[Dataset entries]
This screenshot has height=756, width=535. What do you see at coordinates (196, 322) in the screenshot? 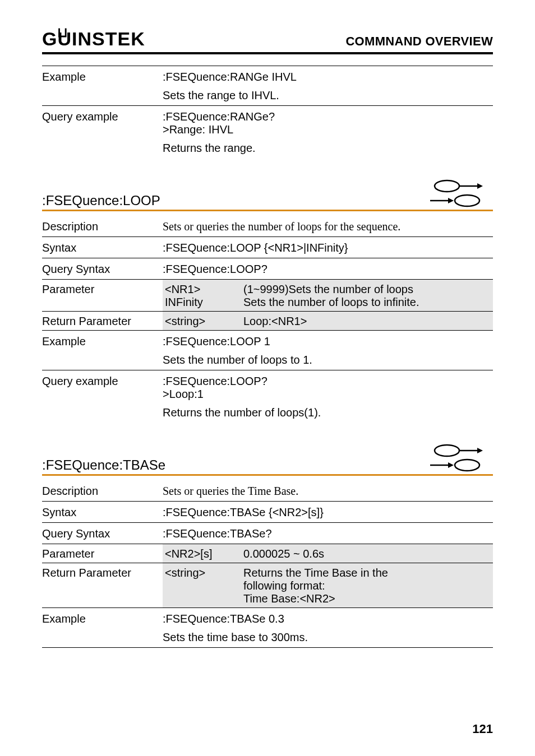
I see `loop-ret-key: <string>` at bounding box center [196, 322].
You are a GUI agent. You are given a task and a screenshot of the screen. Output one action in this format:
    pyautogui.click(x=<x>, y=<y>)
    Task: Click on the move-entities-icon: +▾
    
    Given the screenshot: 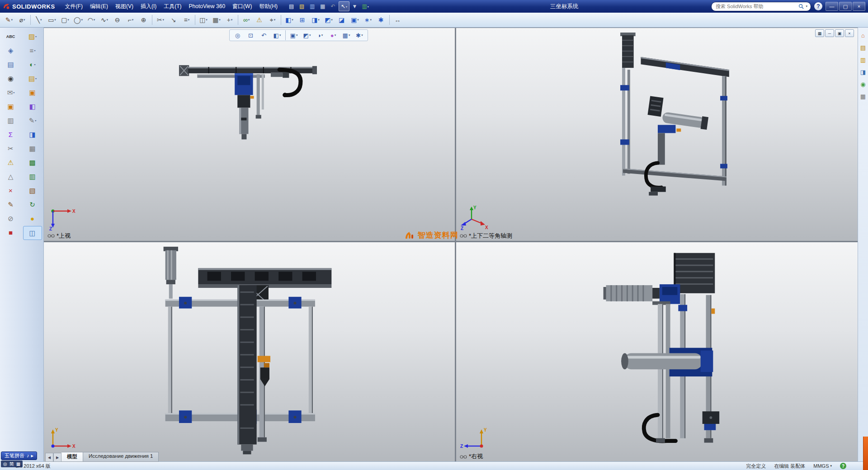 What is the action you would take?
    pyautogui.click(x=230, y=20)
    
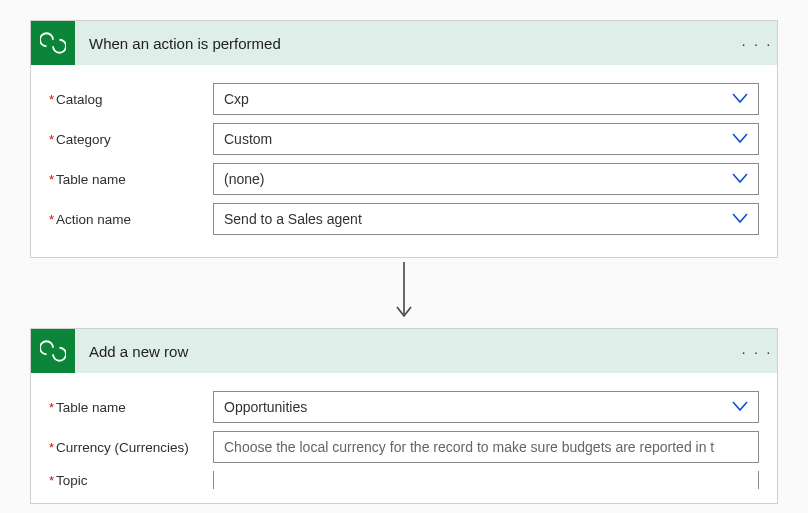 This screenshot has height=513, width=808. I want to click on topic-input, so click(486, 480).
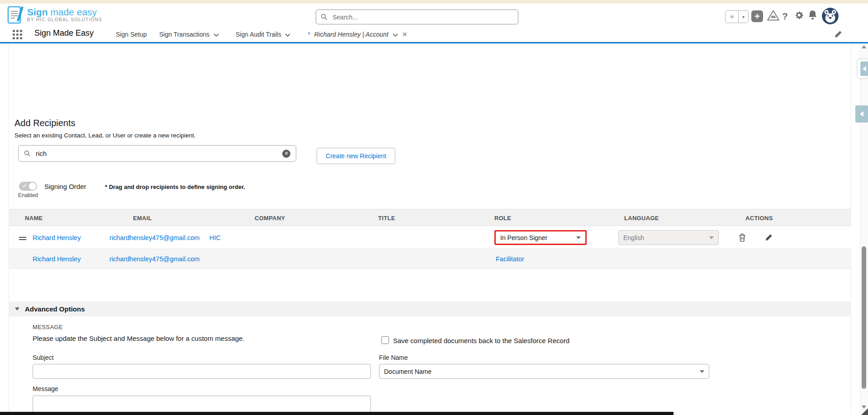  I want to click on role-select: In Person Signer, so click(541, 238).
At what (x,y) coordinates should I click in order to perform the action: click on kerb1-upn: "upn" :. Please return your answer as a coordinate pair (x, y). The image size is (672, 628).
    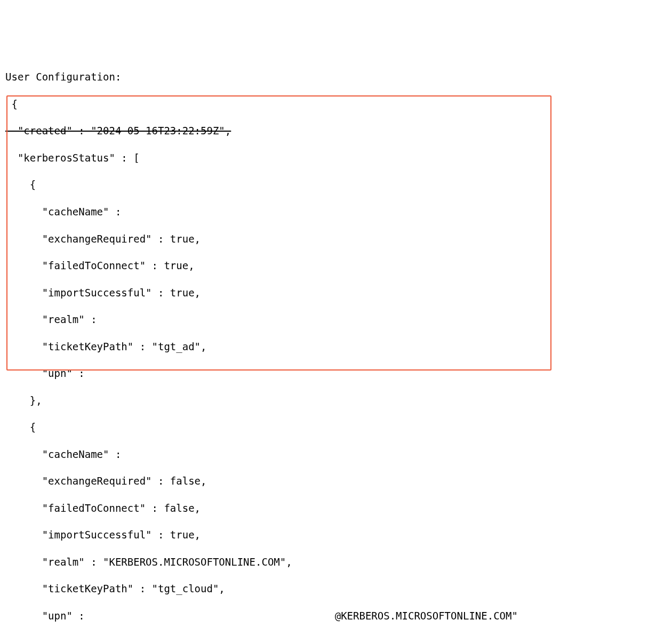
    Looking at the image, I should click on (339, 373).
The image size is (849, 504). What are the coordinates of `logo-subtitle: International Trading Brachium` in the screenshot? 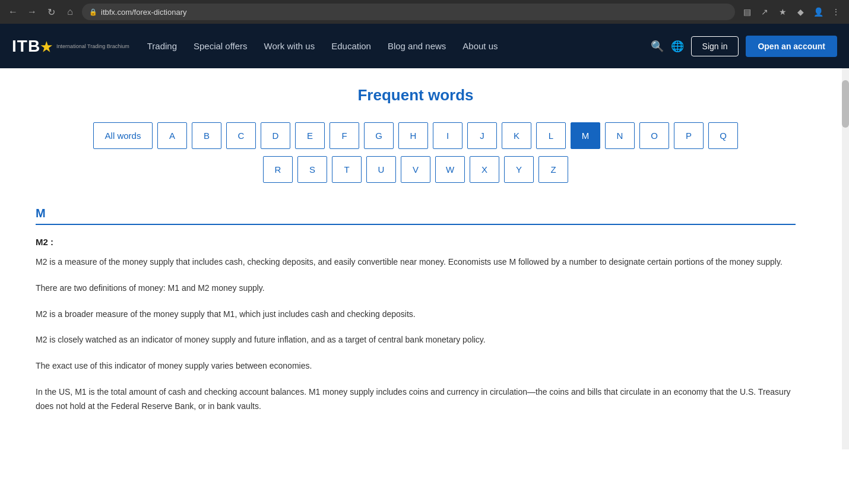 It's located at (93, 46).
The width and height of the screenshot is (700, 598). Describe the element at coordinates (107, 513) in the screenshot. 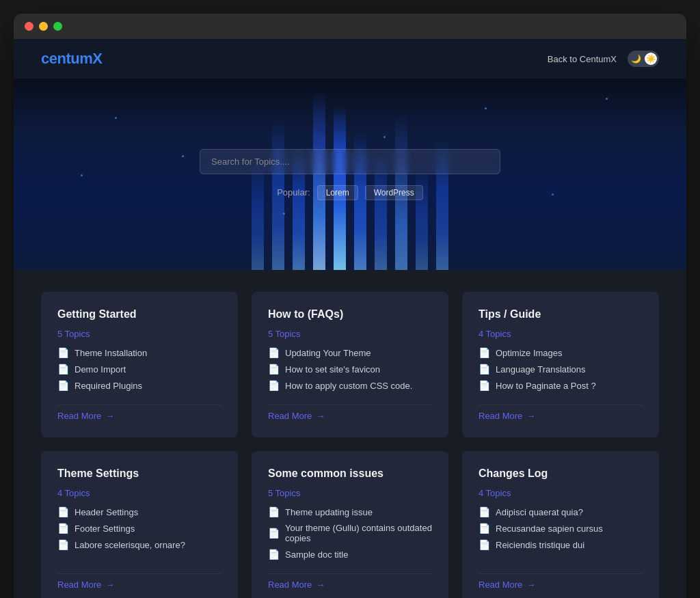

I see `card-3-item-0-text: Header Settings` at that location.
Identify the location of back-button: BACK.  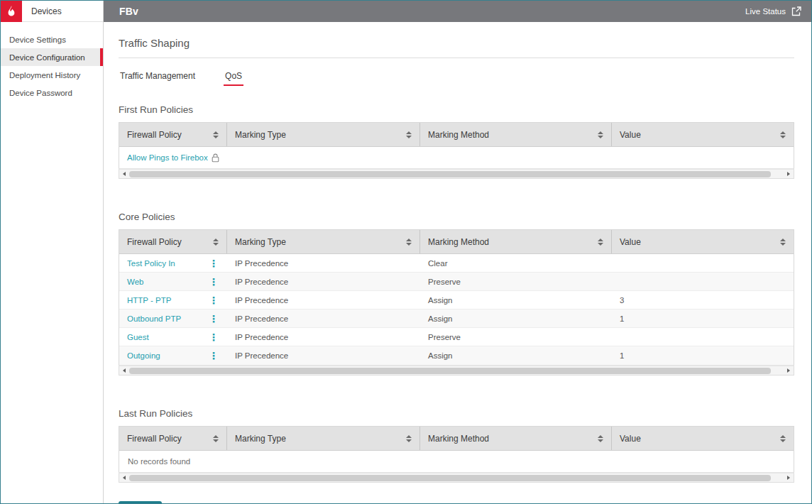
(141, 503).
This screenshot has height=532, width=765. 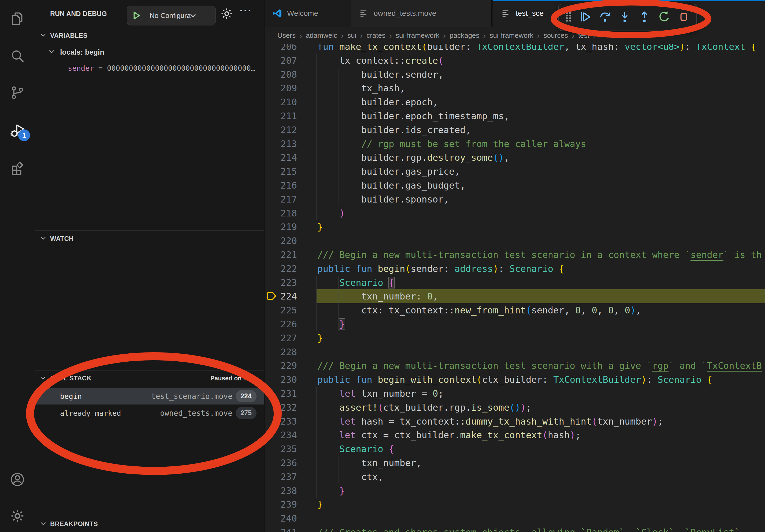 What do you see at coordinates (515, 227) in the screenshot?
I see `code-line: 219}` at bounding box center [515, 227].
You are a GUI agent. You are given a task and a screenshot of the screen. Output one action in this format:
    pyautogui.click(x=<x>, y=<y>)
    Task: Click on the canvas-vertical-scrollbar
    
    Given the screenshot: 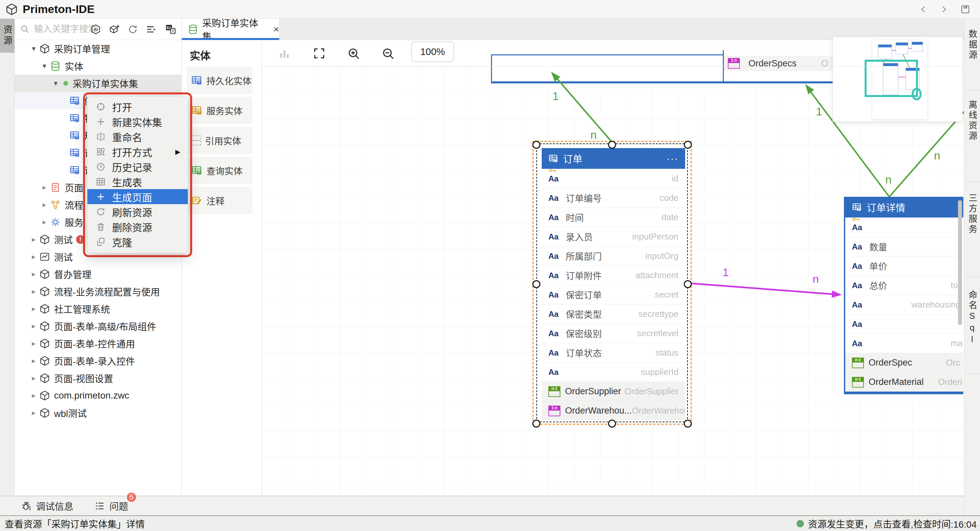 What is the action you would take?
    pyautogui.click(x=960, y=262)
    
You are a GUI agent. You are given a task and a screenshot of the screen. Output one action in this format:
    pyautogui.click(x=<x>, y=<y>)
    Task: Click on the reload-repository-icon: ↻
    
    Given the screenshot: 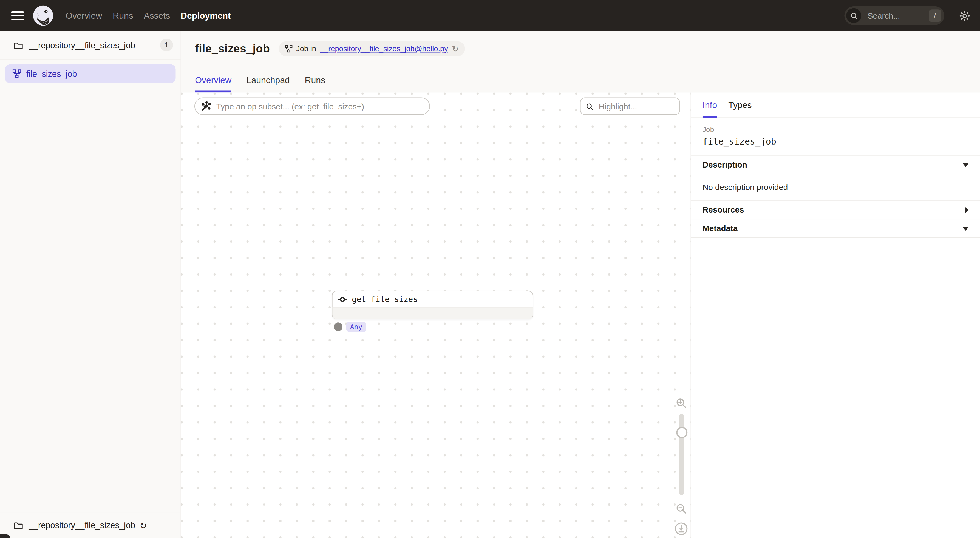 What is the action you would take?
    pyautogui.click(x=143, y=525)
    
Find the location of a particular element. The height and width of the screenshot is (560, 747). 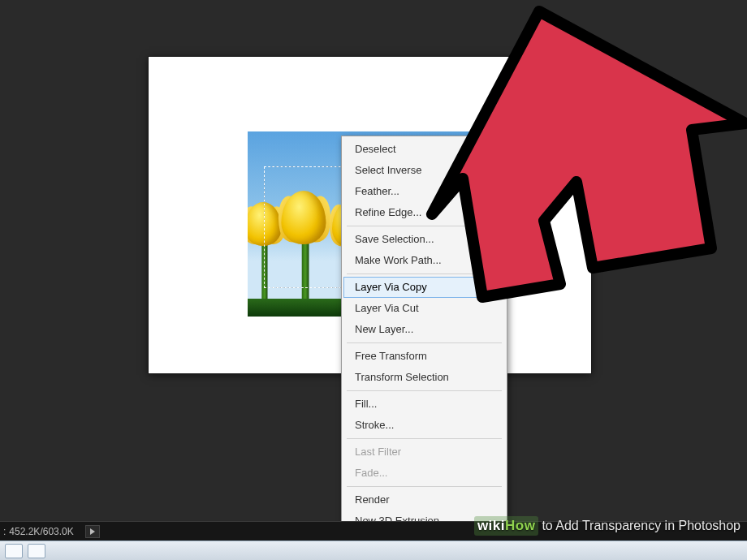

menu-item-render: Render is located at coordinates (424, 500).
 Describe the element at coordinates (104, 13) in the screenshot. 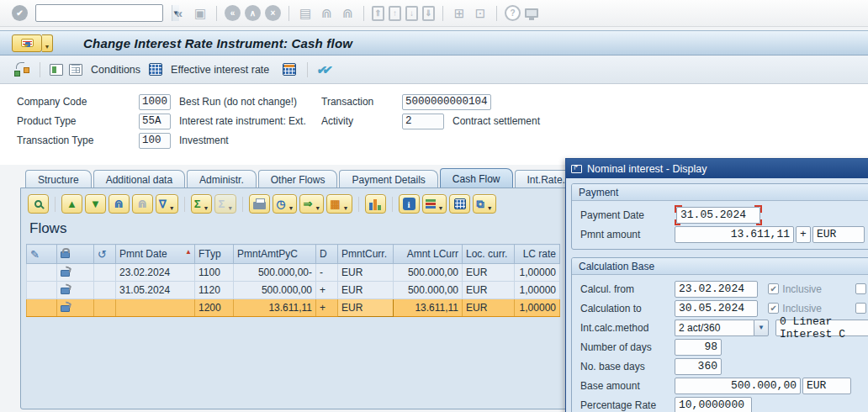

- WORK TO COMPLETE -
Return the opening line of the data above and every line after it up to and including the line that holds "Task: Click on the move-entities-icon: +▾"; pictures stay out.

- OUTPUT -
This screenshot has height=756, width=535. What do you see at coordinates (196, 322) in the screenshot? 
I see `loop-ret-key: <string>` at bounding box center [196, 322].
You are a GUI agent. You are given a task and a screenshot of the screen. Output one action in this format:
    pyautogui.click(x=<x>, y=<y>)
    Task: Click on the move-entities-icon: +▾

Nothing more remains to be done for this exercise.